MAY 17: New Frontiers of Shamelessness: Bono’s Independent
“I have no embarrassment at all. No shame.” Bono says it himself, in the course of his luvvie interview with comic Eddie Izzard, and that’s a typically ‘disarming’ tactic. But don’t be disarmed: Bono’s shamelessness is of a whole different order from anything we’ve seen before, and it crosses new frontiers in the edition of the London Independent that he allegedly ‘edited’ today (16 May).
For a day, you see, it’s the RED Independent. (The capital letters in RED are obligatory, for some reason.) Much of the paper is given our to plugging Brand RED, this corporate PR strategy that sees a few big companies buy Bono-bestowed credibility in return for some shillings to Africa. If the word for Bono is indeed ‘shameless’, then the word that comes to mind in relation to the newspaper itself (a usually credible outlet in Irish mogul Tony O’Reilly’s media empire) is ‘prostitute’.
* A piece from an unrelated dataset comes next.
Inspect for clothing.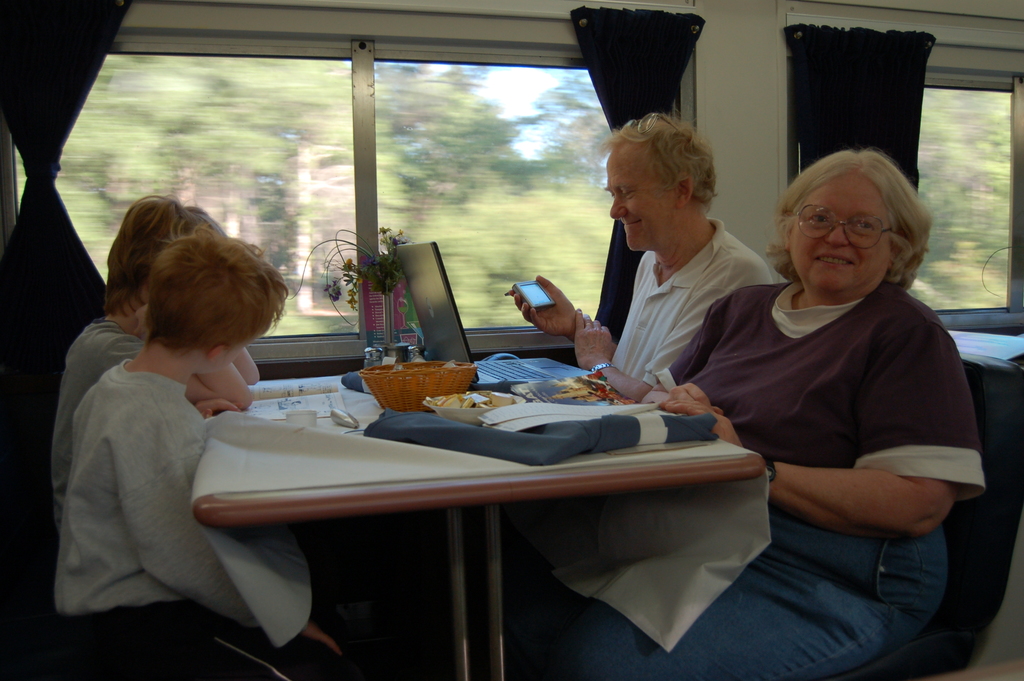
Inspection: 56:316:135:529.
Much of Bono’s RED Indy is online, but its special qualities are best appreciated on paper. RED is somehow related to the colour red anyway, so we get a front-page created by celebrity artist Damien Hirst, soaked in red and declaring “NO NEWS TODAY” and an asterisk leading to the small print: “Just 6,500 Africans died today as a result of a preventable, treatable disease. (HIV/AIDS)” So far, not terrible, highlighting the issue and its absence from the conventional Western news agenda. But why does it say “Genesis 1.27” on the cover? That’s the line about how “God created man in his own image, in the image of God he created him; male and female he created them.” Since Bono is responsible for creating this paper in his image, does that mean he’s God?
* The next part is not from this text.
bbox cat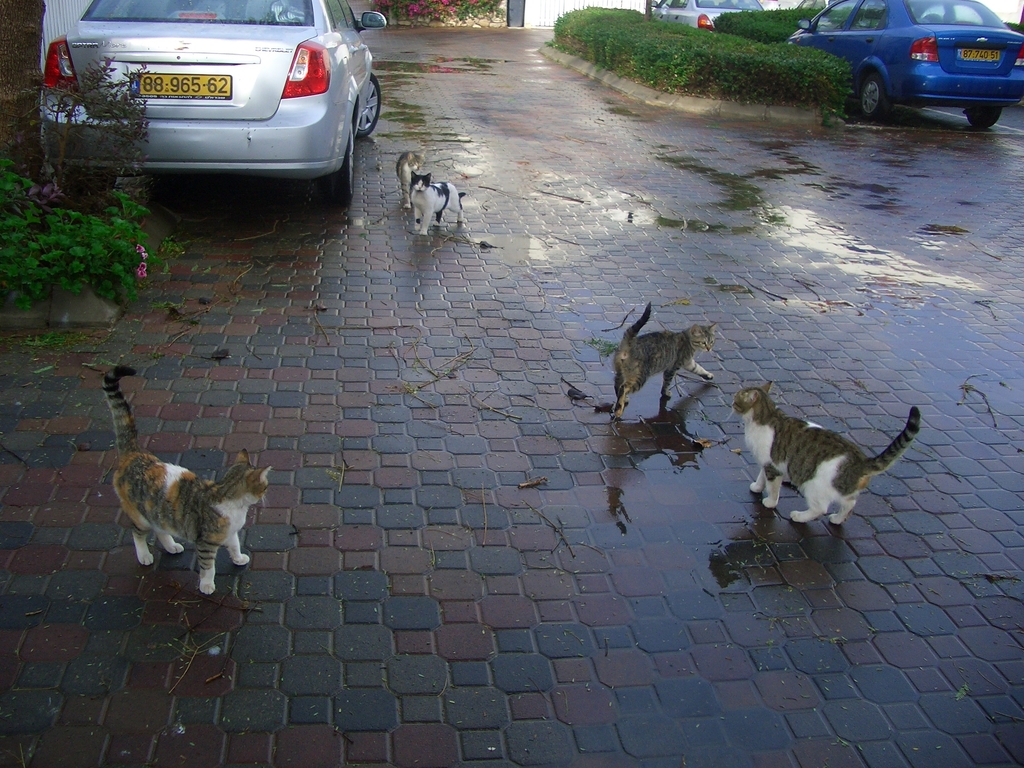
413, 175, 465, 236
It’s not an entirely facetious question. Certainly this edition, largely given over to Africa and AIDS, creates an image of a continent in dire need of an outside Savior. On page after page, in stories, photographs and advertisements, Africans are presented as pathetic victims, often children. No Africans write about Africa. Only one is presented in an interview as having any agency at all, Nigerian finance minister Ngozi Okonjo-Iweala. It is remarkable that even for the sake of appearances Bono is incapable of hiding his essential paternalism.